Illustrations Nos. 18 and 19 show the work of the B machine. No. 18 is a group of four of the Four Pence of 1866, and No. 19 a group of four of the One Penny of 1880. These groups speak for themselves, both as regards the irregularity in the spacing of the holes, and the different character of the perforation at the two mentioned dates. In No. 18, in the central vertical line, the space separating the second and third holes, counting from the bottom, may be contrasted with that between the eleventh and twelfth in the same line, as this affords a good example of the irregularity of the machine, and a little search will yield many more such examples, both in No. 18 and in No. 19.

No. 20 is a group of four of the Six Pence of 1877, and shows the compound perforation B×A. In this case the later work of both machines appears. We should have liked to have been able to illustrate the compound perforation as it appears in 1866, when the machines made lines of holes as in illustrations No. 16 and No. 18. The only stamp available for this purpose would have been the One Shilling of 1866, but we have been unable to procure a group of four of these for illustration.

No. 21, which shows the De La Rue perforation 12, has been given so as to allow of its comparison with the early work of the B machine, as shown in No. 18, as it approximates to it in gauge, is like it in character, and even faintly imitates its irregularities. We shall revert to this perforation in our notes to the Issues of Section II.

Issue 1.

May 1861.

These two values constitute the first issue for St. Vincent. They were printed by Messrs. Perkins, Bacon & Co., and sent out to the Colony on March 27th, 1861, the consignment consisting of 934 sheets of the One Penny, and 167 sheets of the Six Pence.[5] Both values were printed from plates engraved in taille-douce, each plate consisting of 60 stamps, arranged in six horizontal rows of ten. The paper used was without watermark, either for the stamps themselves or in the margins, and at least two very distinct sets can be made, one on thick and the other on much thinner paper. The texture is rough, and the colour greyish, sometimes slightly toned by the yellowish gum. There can be no reasonable doubt that the perforation of the first consignment was A, for although we have no direct evidence to that effect, any supposition other than this would involve us in such contradictions that our belief on this point amounts to what is practically a certainty.

We have inserted the imperforate varieties in the list, as, although we have not seen a satisfactory used copy of either value, both stamps have always been described in catalogues from the earliest to the present time. They are, for instance, so given in the catalogue of Mons. Alfred Potiquet, published in Paris in December, 1861, and also in the first edition of Mons. J. B. Moens’ Manuel du collectionneur de Timbres-poste, which appeared early in 1862. We think, therefore, that there can be little doubt that both stamps were issued in the imperforate state. The only postmarked specimen that has come under our notice is one of the One Penny, which is in the “Tapling Collection.” This stamp has fair margins on three sides, but is cut close on the right side, so that it cannot be considered of quite unimpeachable authenticity. Messrs. Perkins, Bacon & Co.’s books state that each lot of stamps sent out to the Island was perforated and gummed, and this applies to the first as well as to all the other consignments, so that the specimens chronicled by early writers must have come from sheets which were sent out imperforate in error. Looking at the date these varieties were first catalogued, they probably came from sheets out of the lot despatched on March 27th, 1861. Some of the later consignments seem also to have contained imperforate sheets, as we have seen an entire one of the Six Pence, which came out of the lot forwarded on June 15th, 1868. Of late years quite a number of the imperforate stamps have turned up, but we do not believe that any of these ever saw the Colony, and in our opinion they stand upon very different ground to the early chronicled varieties.

Altogether there is such an atmosphere of uncertainty surrounding these imperforate varieties that, had it not been for the references to them in the above-mentioned catalogues, we should have been inclined to have excluded them from the lists, and classed them either as proofs or trials for colour.

The variety of the Six Pence, imperforate vertically, is noted from a horizontal pair recently in the collection of Mr. F. de Coppet of New York, and which was sold at the sale of his stamps on December 12th, 1894. The pair was perforated all round, but imperforate between the two stamps.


- **DESCRIPTION OF THE TASK**
Would you reproduce each line below exactly, leaving every picture out?

- **MATERIAL FOR THIS EXERCISE**
☆ ☆ ☆

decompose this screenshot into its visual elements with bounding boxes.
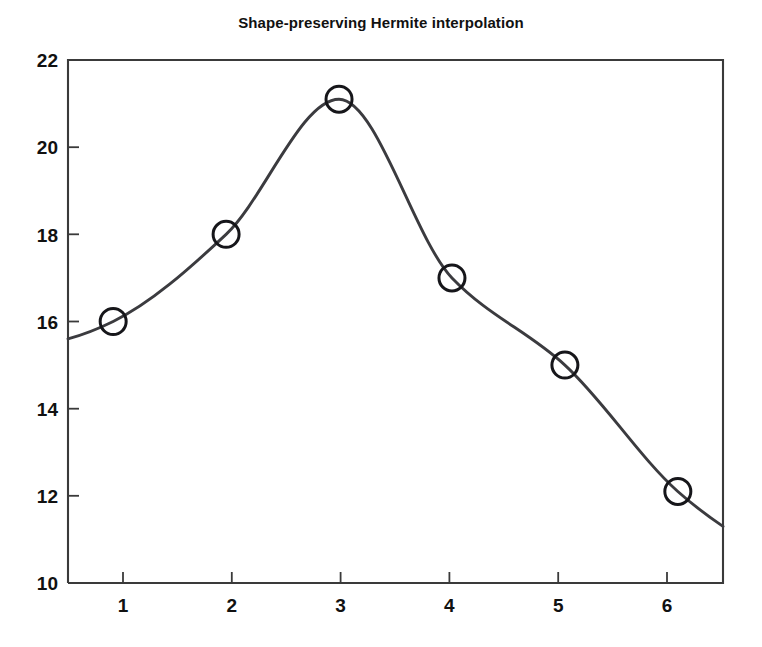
figure-canvas: Shape-preserving Hermite interpolation xyxy=(0,0,762,647)
y-tick-label-14: 14 xyxy=(37,399,59,420)
y-tick-label-22: 22 xyxy=(37,50,58,71)
x-axis-tick-labels: 1 2 3 4 5 6 xyxy=(118,595,673,616)
x-axis-ticks xyxy=(123,572,667,583)
x-tick-label-3: 3 xyxy=(335,595,346,616)
y-tick-label-16: 16 xyxy=(37,312,58,333)
interpolation-curve xyxy=(68,99,723,526)
data-point-markers xyxy=(100,86,691,504)
plot-area: 10 12 14 16 18 20 22 1 2 3 4 5 6 xyxy=(0,0,762,647)
y-tick-label-20: 20 xyxy=(37,137,58,158)
y-tick-label-18: 18 xyxy=(37,225,58,246)
x-tick-label-1: 1 xyxy=(118,595,129,616)
y-tick-label-10: 10 xyxy=(37,573,58,594)
y-tick-label-12: 12 xyxy=(37,486,58,507)
x-tick-label-4: 4 xyxy=(444,595,455,616)
x-tick-label-5: 5 xyxy=(553,595,564,616)
axes-frame xyxy=(68,60,723,583)
y-axis-tick-labels: 10 12 14 16 18 20 22 xyxy=(37,50,59,594)
x-tick-label-2: 2 xyxy=(227,595,238,616)
x-tick-label-6: 6 xyxy=(662,595,673,616)
axis-box xyxy=(68,60,723,583)
y-axis-ticks xyxy=(68,60,79,583)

☆ ☆ ☆

- **YOUR SOLUTION**
decompose this screenshot into its visual elements with bounding boxes.
figure-canvas: Shape-preserving Hermite interpolation xyxy=(0,0,762,647)
y-tick-label-14: 14 xyxy=(37,399,59,420)
y-tick-label-22: 22 xyxy=(37,50,58,71)
x-axis-tick-labels: 1 2 3 4 5 6 xyxy=(118,595,673,616)
x-axis-ticks xyxy=(123,572,667,583)
x-tick-label-3: 3 xyxy=(335,595,346,616)
y-tick-label-16: 16 xyxy=(37,312,58,333)
interpolation-curve xyxy=(68,99,723,526)
data-point-markers xyxy=(100,86,691,504)
plot-area: 10 12 14 16 18 20 22 1 2 3 4 5 6 xyxy=(0,0,762,647)
y-tick-label-20: 20 xyxy=(37,137,58,158)
y-tick-label-18: 18 xyxy=(37,225,58,246)
x-tick-label-1: 1 xyxy=(118,595,129,616)
y-tick-label-10: 10 xyxy=(37,573,58,594)
y-tick-label-12: 12 xyxy=(37,486,58,507)
x-tick-label-4: 4 xyxy=(444,595,455,616)
x-tick-label-5: 5 xyxy=(553,595,564,616)
axes-frame xyxy=(68,60,723,583)
y-axis-tick-labels: 10 12 14 16 18 20 22 xyxy=(37,50,59,594)
x-tick-label-2: 2 xyxy=(227,595,238,616)
x-tick-label-6: 6 xyxy=(662,595,673,616)
axis-box xyxy=(68,60,723,583)
y-axis-ticks xyxy=(68,60,79,583)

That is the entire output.